The comic book that teaches you how to read and write Japanese!
This brand-new series from Manga University uses original comic artwork to teach readers how to identify and write the most common Japanese kanji ideographs. Volume 1 introduces 80 basic kanji that all Japanese schoolchildren are required to learn before entering the third grade. Subsequent volumes in the series will focus on more difficult kanji and kanji compounds. Each page features its own comic strip, kanji pronunciation guide, stroke order, and English explanations.

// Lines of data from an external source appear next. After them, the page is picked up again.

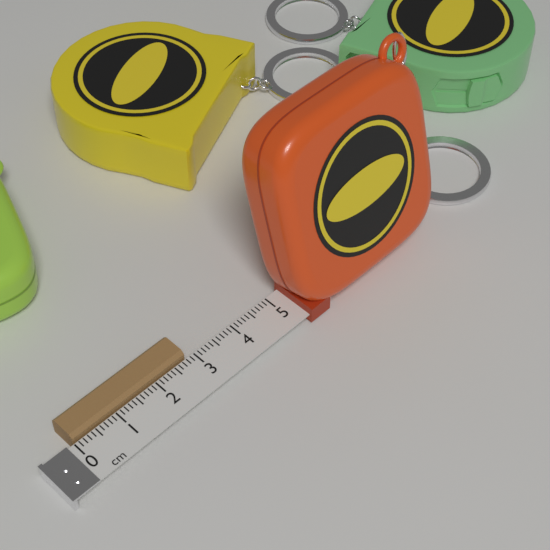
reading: 2.8 cm
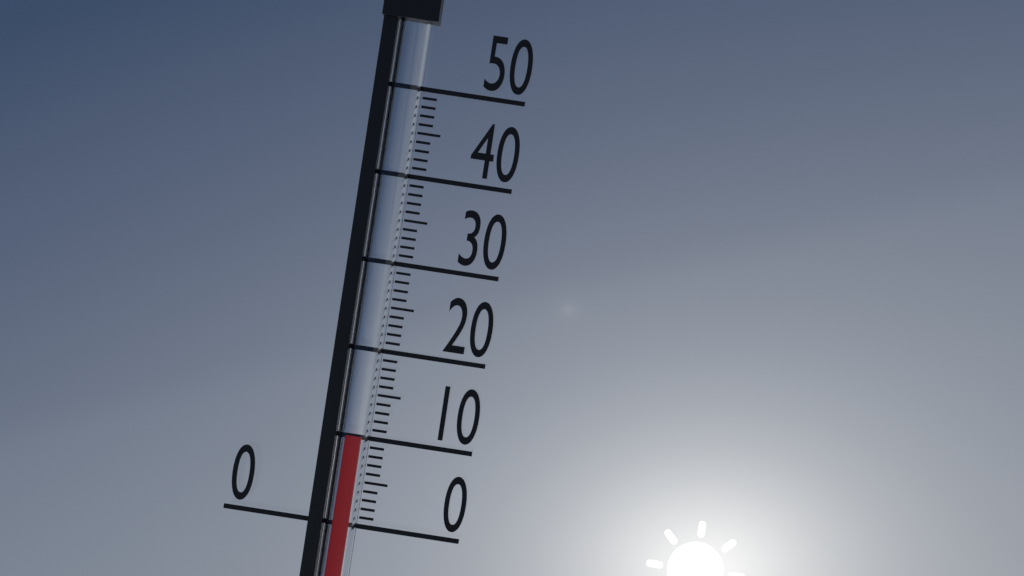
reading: 10 (no unit)
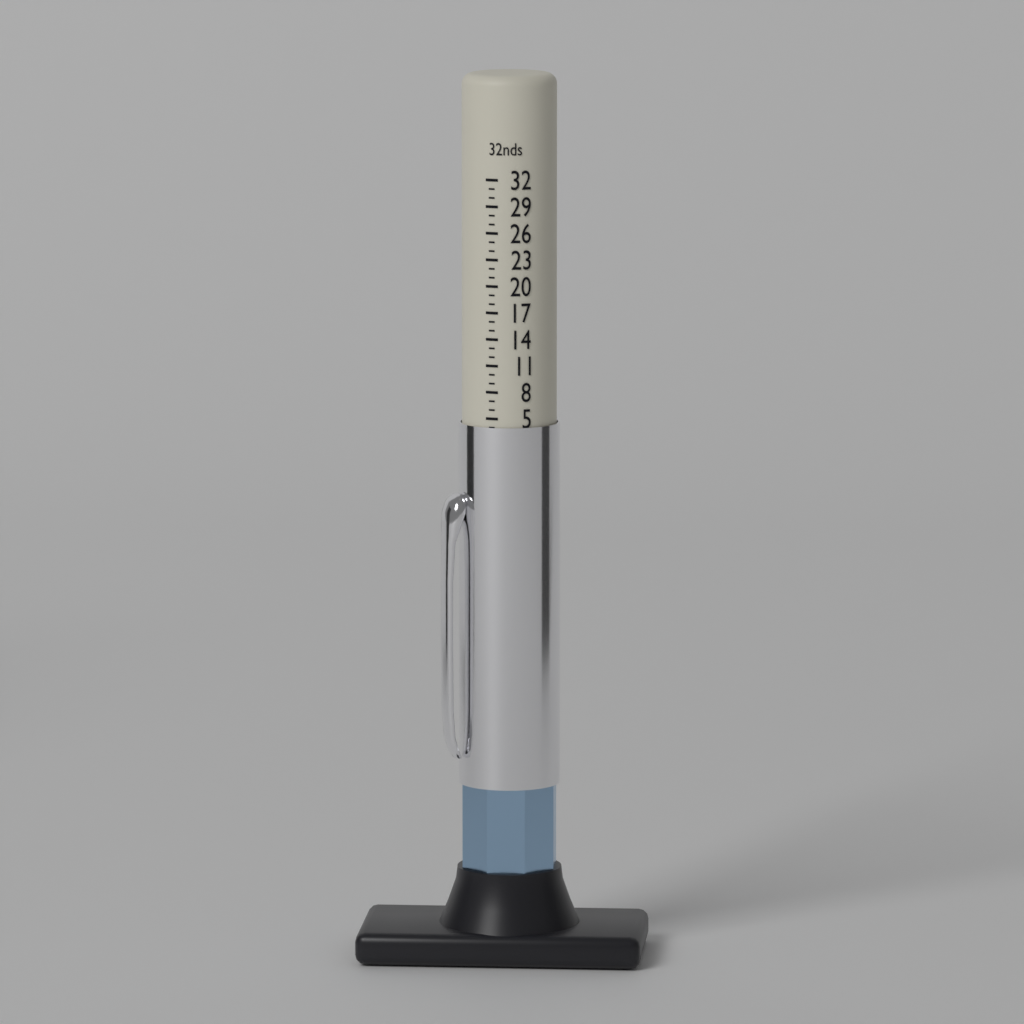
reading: 4 32nds
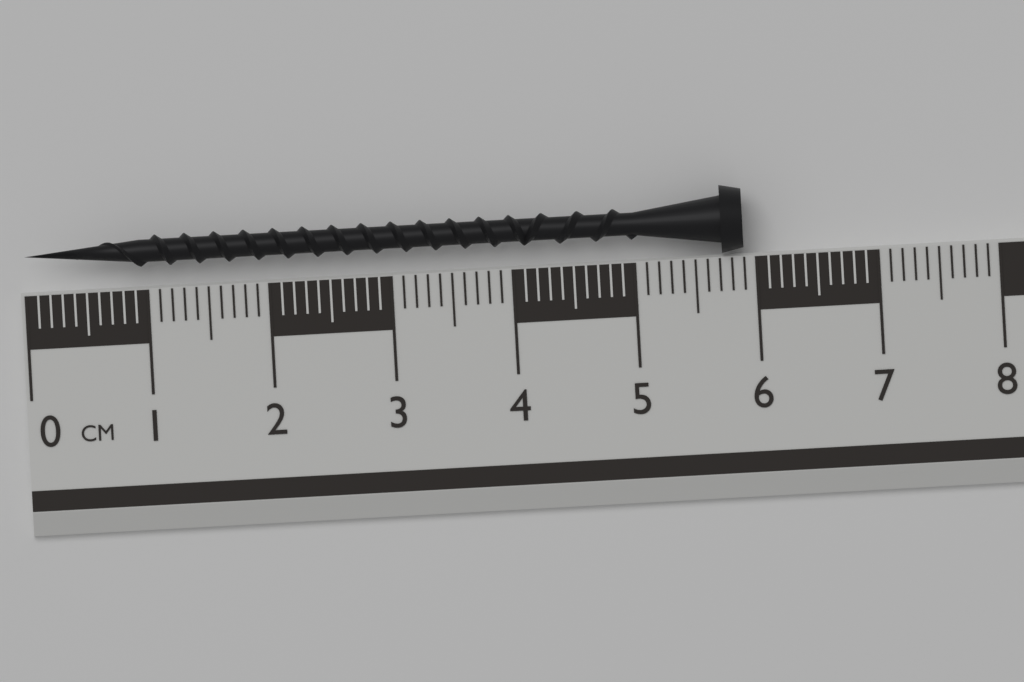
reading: 5.9 cm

Martha Cornog - Library Journal

These cute, little books use manga-style graphics to help English speakers learn the Japanese writing systems. Kana de Manga: A Fun, Easy Way To Learn the ABCs of Japanese! teaches the hiragana and katakana syllabaries, the closest that Japanese has to an alphabet. For each kana are provided the sound, a word using the sound with accompanying illustration and cultural note, the stroke order for drawing the kana, and empty grids for practice. Front and back matter provide kana contractions plus more information about the kana systems. Almost 40 pages are devoted to practice grids, unnecessary for library readers. The volume is inexpensive, cute, and useful, although other kana tutorials that use mnemonics-that is, likening the kana to an image-can be effective, too.

The four Kanji de Manga volumes teach 320 of the more complex Chinese-based kanji characters, of which some 2100 are used in standard Japanese. These books teach kanji only through the kana. This may be a good discipline, but most English-speaking readers would have greatly appreciated Romanizations, too, even if relegated to a back section in place of practice pages. There's no Romanized index or glossary, either. Not a priority purchase.

Japanese Sound FX! is likely to be the most useful of these books, with Romanizations, cultural explanations, and illustrations for many of those untranslated sound effects sprinkled tantalizingly throughout manga. This last is recommended for libraries where manga is popular.